35. Lovely, R.S., et al., Association of gamma' fibrinogen with cardiovascular disease. Arterioscler Thromb Vasc Biol., 2011. 31(10): p. 2345-2352.
36. Alexander, K.S., T.E. Madden, and D.H. Farrell, Association between gamma ' fibrinogen levels and inflammation. Thrombosis and Haemostasis, 2011. 105(4): p. 605-609.
37. Mosesson, M.W., Update on antithrombin I (fibrin). Thromb Haemost, 2007. 98: p. 105-108.
38. Rampling, M.W., The binding of fibrinogen and fibrinogen degradation products to the erythrocyte-membrane and its relationship to hemorheology. Acta Biologica Et Medica Germanica, 1981. 40(4-5): p. 373-378.
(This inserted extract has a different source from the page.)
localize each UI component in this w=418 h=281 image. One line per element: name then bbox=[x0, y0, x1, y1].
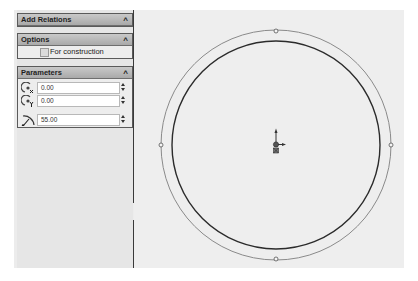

39. Maeda, N., et al., Fibrinogen-induced erythrocyte aggregation - eythrocyte binding site in the fibrinogen molecule. Biochimica Et Biophysica Acta, 1987. 904(1): p. 81-91.
40. Lominadze, D. and W.L. Dean, Involvement of fibrinogen specific binding in erythrocyte aggregation. Febs Letters, 2002. 517(1-3): p. 41-44.
41. De Oliveira, S., et al., Integrin-associated protein (CD47) is a putative mediator for soluble fibrinogen interaction with human red blood cells membrane. Biochimica Et Biophysica Acta-Biomembranes, 2012. 1818(3): p. 481-490.
42. Peacock, V., et al., Red Blood Cells interact with fibrinogen via C-terminus in the gamma-chain, 2012, University of Leeds; Instituto de Medicina Molecular.
43. Fauci MD, A.S., Harrison's - Principals of internal Medicine, in Harrison's - Principals of internal Medicine, D.L.F.M. Longo MD, Anthony S., Kasper MD, Dennis L.; Hauser MD, Stephen L. , Editor. 2012, McGraw-Hill United States of America.
44. Goldman MD, L.A.M., Dennis, Cecil Medicine, in Cecil Medicine, L.A.M. Goldman MD, Dennis, Editor. 2007, Elsevier: Philadelphia.